As shown in the roadmap for Unity 6 at Unite: https://youtu.be/pq3QokizOTQ?t=692 there’s a planned WASM stripping tool. That said, it was unclear if it was already available for Unity 6 or if its planned for Unity 6.1+.
Also hoping if it was going to be available for the Web platform outside of Facebook instant games (I don’t see why it shouldn’t be accessible for all web exports…)
It’s a great initiative. I’ve been asked to aggressively target lower build sizes for WebGL. The lowest we ever got to was 4MB, because at the time the splash screen took up 3MB of build space even if you had a Pro License and didn’t include it
Thanks for your reply! Like I posted in the Unity 6 announcement post; an ol’coleague of Unity (Aras!) has posted a very interesting writeup of the Web Platform build sizes. As you know, this is a major pain point for the platform - as it directly correlates to the time-to-play in games.
Thanks for calling this out! Some of the engineers on our team are actually active on that thread and looking into the suggestions. It’s also worth noting that a good amount of these recommendations have been captured by the updates to our Unity 6 Web Optimizations documents that can be found here:
I would suggest adding disabling Post-Processing as a suggestion formally as it is by far the biggest contributor to the build size of a URP project.

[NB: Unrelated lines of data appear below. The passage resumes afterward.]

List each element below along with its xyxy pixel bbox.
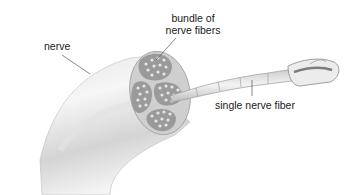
label-bundle-line2: nerve fibers <box>157 24 229 36</box>
label-bundle-of-nerve-fibers: bundle of nerve fibers <box>157 12 229 36</box>
label-bundle-line1: bundle of <box>157 12 229 24</box>
label-nerve: nerve <box>44 40 70 52</box>
label-single-nerve-fiber: single nerve fiber <box>215 99 295 111</box>
nerve-diagram: nerve bundle of nerve fibers single nerv… <box>0 0 360 195</box>
single-nerve-fiber <box>170 59 339 102</box>
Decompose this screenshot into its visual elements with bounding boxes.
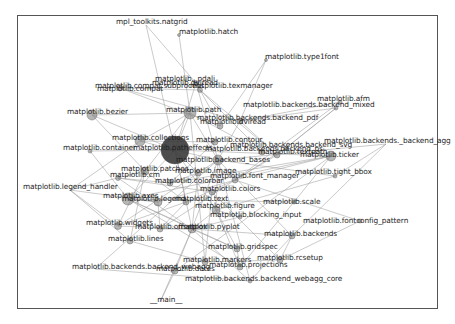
node-label: mpl_toolkits.natgrid <box>116 18 188 25</box>
node-label: matplotlib.backend_bases <box>176 156 270 163</box>
node-label: matplotlib.collections <box>112 134 189 141</box>
node-label: matplotlib.fontconfig_pattern <box>303 217 408 224</box>
node-label: matplotlib.container <box>63 144 136 151</box>
node-label: matplotlib.tight_bbox <box>295 168 372 175</box>
node-label: matplotlib.scale <box>263 198 320 205</box>
node-label: matplotlib.figure <box>195 202 255 209</box>
node-label: matplotlib.dates <box>156 265 215 272</box>
node-label: __main__ <box>150 296 182 303</box>
graph-edge <box>240 60 266 121</box>
node-label: matplotlib.bezier <box>67 108 128 115</box>
node-label: matplotlib.backends <box>264 230 337 237</box>
node-label: matplotlib.projections <box>209 261 288 268</box>
node-label: matplotlib.backends.backend_webagg_core <box>185 275 342 282</box>
node-label: matplotlib.lines <box>108 235 164 242</box>
node-label: matplotlib.dviread <box>200 118 266 125</box>
node-label: matplotlib.backends.backend_mixed <box>243 101 375 108</box>
node-label: matplotlib.pyplot <box>178 223 239 230</box>
node-label: matplotlib.backends._backend_agg <box>324 137 451 144</box>
node-label: matplotlib.gridspec <box>208 243 278 250</box>
node-label: matplotlib.patheffects <box>133 144 213 151</box>
node-label: matplotlib.ticker <box>300 151 359 158</box>
node-label: matplotlib.blocking_input <box>210 211 301 218</box>
node-label: matplotlib.hatch <box>179 28 238 35</box>
node-label: matplotlib.type1font <box>265 53 339 60</box>
node-label: matplotlib.colors <box>200 185 260 192</box>
node-label: matplotlib.texmanager <box>190 82 273 89</box>
node-label: matplotlib.cm <box>110 171 160 178</box>
node-label: matplotlib.legend_handler <box>23 183 118 190</box>
node-label: matplotlib.compat <box>97 85 163 92</box>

Additionally, there’s a few caveats that should be noted in the “Disable a built-in package” for big packages like Terrain that can’t be disabled due to dependencies. Or just a general comment that disabling packages with dependencies will not have any effect.
And finally, if Unity could report / test on minimal build-sizes that would be a great addon.
Ex. Minimal build size for Web 3D URP (with all packages stripped except bare minimum, such as UI and input = 3.2MB) for Unity 6000.1.
Even better would have it as a “template” for new projects. It gives us a target size reference & foundation to build-upon. And for you internally to track if new dependencies are added by mistake by other feature teams.